Editor's note: The following article is part of a running series at Slate.com that describes American events using the tropes and tone normally employed by the American media to describe events in other countries.

WASHINGTON, United States — On Tuesday, voters in this country of 300 million, the world's second-largest democracy and most populous Christian nation, headed to the polls for elections to determine control of the upper house of the legislature and serve as a referendum on the country's embattled ruling regime.

While international monitors expected a mostly free and fair contest, questions have been raised about why the equivalent of the GDP of Montenegro was spent on a contest to determine the membership of a body expected to accomplish little over the next two years.

Human rights observers have also noted a troubling rise in anti-immigrant rhetoric stoked by far-right nationalist candidates.

President Barack Obama's ruling party was expected to lose seats, with the opposition's ability to take over the upper house determined by closely fought races in the nation's torrid southeastern swamps, central agricultural region and even in frigid Arctic villages thousands of miles from the capital.

There was no shortage of pressing issues, from a sluggish economic recovery to multiple foreign wars, facing this large and diverse society. Still, elections in this vast nation can often be characterized by idiosyncratic local rituals.

In this year's campaign season, feats of strength involving dominating animals have been popular. One opposition candidate for national office boasted of castrating pigs, another of wrestling alligators. While the country's citizens have migrated en masse to large cities in search of greater economic opportunity, specialists in American folkways say people here still value these demonstrations of rural aptitude.

Not to be outdone, government loyalists have boasted of their marksmanship and snowmobiling skills.

Appealing to nationalist sentiment, the opposition has accused the government of allowing too many immigrants to make their way across the country's southern border, tying this issue to fears of deadly viruses and terrorism. There have also been disturbing unconfirmed reports of a "war on women" being waged by religious extremists in the country's Western mountains.

In this deeply traditional society, where great import is accorded to family ties, powerful clans build patronage networks, and political office is often passed between relatives.

Remarkably, one race pitted the cousin of a former governor against the daughter of a former senator.

The election has been bitter, combative and expensive. In one coastal state, the ruling party and its supporters spent more than $26 million attacking a single opposition candidate. Not surprisingly, the election has also become a contest for influence among America's politically powerful oligarchs, who often seek to control elections by employing a complex form of legally sanctioned slush funds.

The vast fortunes spent and passions aroused are particularly noteworthy given that few expect the new legislature to pass much in the way of meaningful legislation. America is still governed under an unwieldy 18th-century political model employed by few other functioning democracies. With the executive mansion and legislature controlled by two different parties, there's little hope of large-scale reforms.

While 2014 has seen a rash of military coups, and while America boasts both a staggering level of income inequality and the world's most heavily armed populace, political forecasters say a violent uprising is still unlikely.

While few are satisfied with the political process as it exists, most Americans are either apathetic about the state of affairs or deeply invested in the current system. Most are already gearing up for the all-important presidential election coming in two years.

Not surprisingly, many expect it to be another brutal contest between the country's two top political dynasties.

Joshua Keating is a staff writer at Slate focusing on international news, social science and related topics. He was previously an editor at Foreign Policy magazine.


→ Directions for this task: Each line of the data below must be reproduced without any change.

→ Task data:
•••••
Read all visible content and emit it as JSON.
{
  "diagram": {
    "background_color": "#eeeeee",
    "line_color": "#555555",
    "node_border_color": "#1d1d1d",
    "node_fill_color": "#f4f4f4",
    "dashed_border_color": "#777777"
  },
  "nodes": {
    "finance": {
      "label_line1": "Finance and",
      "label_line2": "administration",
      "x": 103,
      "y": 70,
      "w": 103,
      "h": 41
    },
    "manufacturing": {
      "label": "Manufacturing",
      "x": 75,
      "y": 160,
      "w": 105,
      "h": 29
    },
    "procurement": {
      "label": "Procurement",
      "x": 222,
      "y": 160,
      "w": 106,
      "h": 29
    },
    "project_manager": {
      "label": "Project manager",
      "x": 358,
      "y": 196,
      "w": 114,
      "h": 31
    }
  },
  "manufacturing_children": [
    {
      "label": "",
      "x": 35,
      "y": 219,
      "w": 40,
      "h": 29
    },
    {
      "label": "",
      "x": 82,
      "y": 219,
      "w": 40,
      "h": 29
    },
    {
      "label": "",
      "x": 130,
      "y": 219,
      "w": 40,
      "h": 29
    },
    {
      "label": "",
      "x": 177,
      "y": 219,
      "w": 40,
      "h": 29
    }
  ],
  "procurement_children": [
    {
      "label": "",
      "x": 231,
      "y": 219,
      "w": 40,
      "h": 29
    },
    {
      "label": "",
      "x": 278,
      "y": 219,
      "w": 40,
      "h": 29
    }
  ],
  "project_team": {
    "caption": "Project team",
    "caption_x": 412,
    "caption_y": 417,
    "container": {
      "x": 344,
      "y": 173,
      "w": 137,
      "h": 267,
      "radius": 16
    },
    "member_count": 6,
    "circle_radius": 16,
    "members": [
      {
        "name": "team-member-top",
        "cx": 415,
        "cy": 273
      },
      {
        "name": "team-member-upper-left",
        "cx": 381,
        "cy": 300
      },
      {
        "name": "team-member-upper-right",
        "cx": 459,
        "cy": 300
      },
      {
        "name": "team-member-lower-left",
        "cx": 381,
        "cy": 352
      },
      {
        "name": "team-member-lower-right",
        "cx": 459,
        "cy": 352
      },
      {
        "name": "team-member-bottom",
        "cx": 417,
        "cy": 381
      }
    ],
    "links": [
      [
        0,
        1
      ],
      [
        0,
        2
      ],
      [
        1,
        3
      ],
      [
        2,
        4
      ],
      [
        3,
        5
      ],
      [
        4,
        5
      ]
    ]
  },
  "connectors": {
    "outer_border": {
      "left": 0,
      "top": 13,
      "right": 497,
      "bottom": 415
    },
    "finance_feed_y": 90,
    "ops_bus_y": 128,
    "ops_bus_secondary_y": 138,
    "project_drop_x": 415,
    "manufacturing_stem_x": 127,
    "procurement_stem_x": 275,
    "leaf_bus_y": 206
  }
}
•••••
→ Task response:
Read all visible content and emit it as JSON.
{
  "diagram": {
    "background_color": "#eeeeee",
    "line_color": "#555555",
    "node_border_color": "#1d1d1d",
    "node_fill_color": "#f4f4f4",
    "dashed_border_color": "#777777"
  },
  "nodes": {
    "finance": {
      "label_line1": "Finance and",
      "label_line2": "administration",
      "x": 103,
      "y": 70,
      "w": 103,
      "h": 41
    },
    "manufacturing": {
      "label": "Manufacturing",
      "x": 75,
      "y": 160,
      "w": 105,
      "h": 29
    },
    "procurement": {
      "label": "Procurement",
      "x": 222,
      "y": 160,
      "w": 106,
      "h": 29
    },
    "project_manager": {
      "label": "Project manager",
      "x": 358,
      "y": 196,
      "w": 114,
      "h": 31
    }
  },
  "manufacturing_children": [
    {
      "label": "",
      "x": 35,
      "y": 219,
      "w": 40,
      "h": 29
    },
    {
      "label": "",
      "x": 82,
      "y": 219,
      "w": 40,
      "h": 29
    },
    {
      "label": "",
      "x": 130,
      "y": 219,
      "w": 40,
      "h": 29
    },
    {
      "label": "",
      "x": 177,
      "y": 219,
      "w": 40,
      "h": 29
    }
  ],
  "procurement_children": [
    {
      "label": "",
      "x": 231,
      "y": 219,
      "w": 40,
      "h": 29
    },
    {
      "label": "",
      "x": 278,
      "y": 219,
      "w": 40,
      "h": 29
    }
  ],
  "project_team": {
    "caption": "Project team",
    "caption_x": 412,
    "caption_y": 417,
    "container": {
      "x": 344,
      "y": 173,
      "w": 137,
      "h": 267,
      "radius": 16
    },
    "member_count": 6,
    "circle_radius": 16,
    "members": [
      {
        "name": "team-member-top",
        "cx": 415,
        "cy": 273
      },
      {
        "name": "team-member-upper-left",
        "cx": 381,
        "cy": 300
      },
      {
        "name": "team-member-upper-right",
        "cx": 459,
        "cy": 300
      },
      {
        "name": "team-member-lower-left",
        "cx": 381,
        "cy": 352
      },
      {
        "name": "team-member-lower-right",
        "cx": 459,
        "cy": 352
      },
      {
        "name": "team-member-bottom",
        "cx": 417,
        "cy": 381
      }
    ],
    "links": [
      [
        0,
        1
      ],
      [
        0,
        2
      ],
      [
        1,
        3
      ],
      [
        2,
        4
      ],
      [
        3,
        5
      ],
      [
        4,
        5
      ]
    ]
  },
  "connectors": {
    "outer_border": {
      "left": 0,
      "top": 13,
      "right": 497,
      "bottom": 415
    },
    "finance_feed_y": 90,
    "ops_bus_y": 128,
    "ops_bus_secondary_y": 138,
    "project_drop_x": 415,
    "manufacturing_stem_x": 127,
    "procurement_stem_x": 275,
    "leaf_bus_y": 206
  }
}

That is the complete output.